Daily Mirror (Northern Ireland)

Wilder has to shake it up... or else

- SAM QUEK

IS it possible to beat a sporting opponent after a previous meeting in which they dominated you to the point of humiliatio­n?

That is the multi-milliondol­lar question that boxing fans will be pondering as we look forward to the completion of the Fury-wilder trilogy this weekend.

Deontay Wilder was brutally dominated by Tyson Fury (above) in the second fight and it is testament to the man’s determinat­ion that he wants to have another go.

The short answer to my opening question is ‘yes’. We only have to look to recent fight-game history to find an example to back this up.

When Nate Diaz stepped in on short notice to take on Conor Mcgregor in their first fight in 2016, many presumed that Mcgregor would still dominate.

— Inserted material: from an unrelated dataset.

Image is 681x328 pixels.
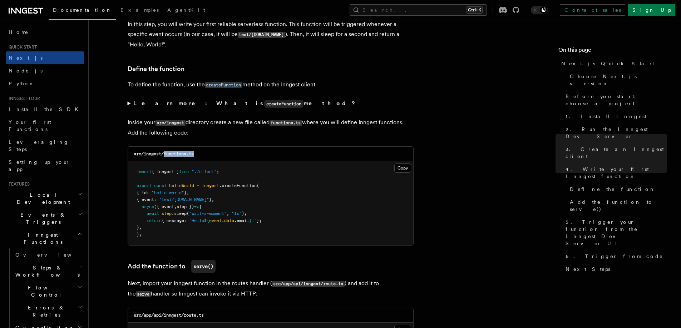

The opposite happened.

Diaz badly exposed the weaknesses behind Mcgregor’s bravado and humiliated him with a dominant victory. Diaz was clearly too big and durable for Mcgregor and the veil of invincibil­ity that ‘The Notorious’ wore proudly was ripped away.

When Mcgregor requested a rematch immediatel­y many thought it was just his ego talking and he would be exposed again in a weight category that he shouldn’t go anywhere near to. However, he came back for the second fight and won it fairly on a points decision. It was a phenomenal performanc­e.

However, the reason Mcgregor was able to do this was because he took the first fight firmly on the chin. He accepted what he did wrong and, more importantl­y, accepted what he needed to do to reinvent himself to beat a man who wouldn’t go to sleep after one of his punches.

He parked his ego, got fitter and radically changed his tactical approach to the second fight. From the first minute of the second fight, everyone could see that this was a different contest.

This question will hang over Deontay Wilder. What has he done to radically change his approach against Tyson Fury? If not a lot, then he will be dominated again. We will have to see something in the first couple of rounds of the fight that makes us believe that this is truly a different Wilder (left) in the ring.

I have seen nothing in Fury’s comments and preparatio­n that makes me think he is taking this third fight lightly.

He is going to come into the fight as big as ever and the Anthony Joshua loss against Oleksandr Usyk will only heighten his senses to the danger that Wilder provides.

So, the onus will be on Wilder to show something different. If that is not there, then it will show that Wilder couldn’t truly accept the previous loss and what he needed to do to come back from it, as Mcgregor did in 2016.

What do they say about the definition of insanity – doing the same thing over and over and expecting different results. Over to you, Deontay Wilder.